Over the next decade, say, they could split the world into two spheres of influence each demanding fealty to them, posing a huge challenge to other countries seeking reasonable relations with both.
Trump says he doesn’t believe the two countries will settle their trade issues before next year’s Presidential election. But if the Chinese are hoping a Democrat will replace him, they should be careful of what they wish for. With two possible exceptions, the crowded field of Democrat contenders are far less supportive of international trade than past Democrat presidents.
Anyway, China’s state capitalism and communist political system is sharply at odds with the US’s flawed democracy and rampant capitalism, a gulf probably too wide for the two countries to learn to bridge. They are now fierce competitors. Over the next decade, say, they could split the world into two spheres of influence each demanding fealty to them, posing a huge challenge to other countries seeking reasonable relations with both.
Meanwhile, China and the US continue to sideline the World Trade Organisation and its dispute resolution system. They are ignoring all suggestions of how to resolve their complaints about the WTO in general, and in particular about appointing new people to its appellate body that hears disputes. Lacking them, the body is about to cease to function.
New Zealand is involved with other countries in two initiatives to revitalise the WTO. David Walker, our ambassador to the WTO, leads the efforts to revive the appellate body; and NZ is a member of a group working on wider reforms.
And then there’s Brexit …
The appellate body is about to become critical to us. Whichever way the UK exits the EU, the two have already agreed to split the existing EU dairy and meat tariff quotas between them. This would seriously disadvantage our exporters who would have a good case to take to the WTO.
It looks ever more likely the UK will crash out of the EU without an exit deal on October 31. The economic damage has already begun. Just one example is the steep plunge in foreign investment in the UK car industry over the past two years, and the sharp drop in car production.
In terms of preparing for massive trade disruption, most large companies have spent heavily on planning, systems and stockpiles to help them through. But only 14 percent of smaller companies have, even though 41 percent of them are expecting a negative impact from Brexit, according to a recent survey by the Federation of Small Business.
The Confederation of British Industry recently released its analysis and advice on a no-deal exit entitled What Comes Next?
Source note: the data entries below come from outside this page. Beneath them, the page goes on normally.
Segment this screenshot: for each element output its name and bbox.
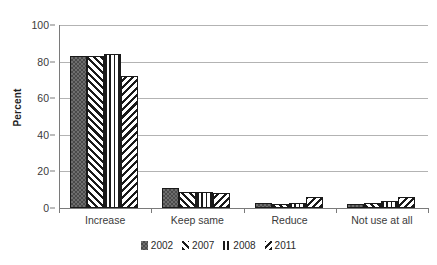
bar-chart: Percent 100 80 60 40 20 0 xyxy=(0,0,437,265)
x-axis-labels: Increase Keep same Reduce Not use at all xyxy=(59,214,428,226)
bar-group xyxy=(59,25,151,208)
bar-2008-keep-same xyxy=(196,192,213,208)
legend-swatch-icon xyxy=(141,241,148,250)
bar-group-bars xyxy=(151,25,243,208)
legend-swatch-icon xyxy=(182,241,189,250)
bar-group-bars xyxy=(59,25,151,208)
x-axis-label: Not use at all xyxy=(336,214,428,226)
plot-area xyxy=(59,25,428,208)
bar-group-bars xyxy=(244,25,336,208)
y-tick-mark xyxy=(50,25,55,26)
y-tick-label: 100 xyxy=(31,19,49,31)
y-tick-label: 40 xyxy=(37,129,49,141)
bar-2007-keep-same xyxy=(179,192,196,208)
y-tick-label: 80 xyxy=(37,56,49,68)
y-tick-mark xyxy=(50,171,55,172)
bar-groups xyxy=(59,25,428,208)
legend-item-2008: 2008 xyxy=(223,240,255,251)
x-tick-mark xyxy=(428,208,429,213)
bar-group-bars xyxy=(336,25,428,208)
y-axis-ticks: 100 80 60 40 20 0 xyxy=(0,25,59,208)
y-tick-mark xyxy=(50,98,55,99)
legend-label: 2007 xyxy=(192,240,214,251)
x-tick-mark xyxy=(151,208,152,213)
y-tick-label: 60 xyxy=(37,92,49,104)
bar-2011-not-use-at-all xyxy=(398,197,415,208)
bar-2011-increase xyxy=(121,76,138,208)
bar-2002-increase xyxy=(70,56,87,208)
x-axis-label: Keep same xyxy=(151,214,243,226)
y-tick-mark xyxy=(50,208,55,209)
x-tick-mark xyxy=(336,208,337,213)
bar-2002-keep-same xyxy=(162,188,179,208)
legend-item-2011: 2011 xyxy=(265,240,297,251)
x-axis-label: Reduce xyxy=(244,214,336,226)
legend-swatch-icon xyxy=(223,241,230,250)
y-tick-label: 0 xyxy=(43,202,49,214)
legend-label: 2011 xyxy=(275,240,297,251)
bar-2011-keep-same xyxy=(213,193,230,208)
legend-swatch-icon xyxy=(265,241,272,250)
bar-2008-not-use-at-all xyxy=(381,201,398,208)
bar-group xyxy=(244,25,336,208)
x-axis-label: Increase xyxy=(59,214,151,226)
legend-item-2007: 2007 xyxy=(182,240,214,251)
legend-item-2002: 2002 xyxy=(141,240,173,251)
bar-group xyxy=(336,25,428,208)
y-tick-mark xyxy=(50,61,55,62)
x-tick-mark xyxy=(59,208,60,213)
y-tick-label: 20 xyxy=(37,165,49,177)
legend-label: 2002 xyxy=(151,240,173,251)
bar-2011-reduce xyxy=(306,197,323,208)
bar-2008-increase xyxy=(104,54,121,208)
y-tick-mark xyxy=(50,134,55,135)
chart-legend: 2002 2007 2008 2011 xyxy=(0,240,437,251)
x-tick-mark xyxy=(244,208,245,213)
bar-group xyxy=(151,25,243,208)
legend-label: 2008 xyxy=(233,240,255,251)
bar-2007-increase xyxy=(87,56,104,208)
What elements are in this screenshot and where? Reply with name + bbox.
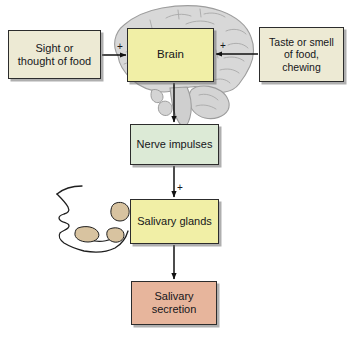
node-label: Salivary glands xyxy=(134,215,215,228)
node-taste-or-smell-of-food[interactable]: Taste or smell of food, chewing xyxy=(259,27,344,82)
node-sight-or-thought-of-food[interactable]: Sight or thought of food xyxy=(8,30,101,79)
node-brain[interactable]: Brain xyxy=(127,28,214,82)
node-salivary-secretion[interactable]: Salivary secretion xyxy=(131,281,217,325)
node-label: Salivary secretion xyxy=(149,290,200,316)
node-label: Sight or thought of food xyxy=(15,42,94,68)
node-label: Taste or smell of food, chewing xyxy=(266,36,337,73)
node-label: Nerve impulses xyxy=(134,138,216,151)
node-nerve-impulses[interactable]: Nerve impulses xyxy=(130,124,219,165)
node-label: Brain xyxy=(154,48,187,62)
plus-sign-right-stimulus: + xyxy=(220,41,226,51)
diagram-canvas: Sight or thought of food Brain Taste or … xyxy=(0,0,351,352)
plus-sign-left-stimulus: + xyxy=(117,42,123,52)
node-salivary-glands[interactable]: Salivary glands xyxy=(130,199,219,244)
head-profile-with-salivary-glands-illustration xyxy=(57,186,129,252)
plus-sign-gland-stimulus: + xyxy=(177,183,183,193)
There’s helpful information in it for any NZ companies exporting to or importing from the UK.
And the Financial Times reported recently on the main areas of dislocation and costs for the UK and other EU members of a no-deal exit.
NZ Trade & Enterprise has been running a number of programmes here and in the UK to help NZ companies prepare for Brexit and is considering doing more workshops in the next couple of months. The best way to plug into its advice, led by its London-based staff, is this page on its website.
While some new opportunities for us might emerge in free trade agreements with the UK and the EU, those will be some years away given the turmoil of Brexit. And even then, they are likely to be less beneficial than originally hoped for because of the increasing political turmoil globally over trade. Likewise, our FTA upgrade talks with China are struggling with the Chinese offering no improvement on access for dairy and wood exports, and NZ offering no more concessions on investment here.
Events this past week were another squall in the fast deepening economic and political storm engulfing global trade.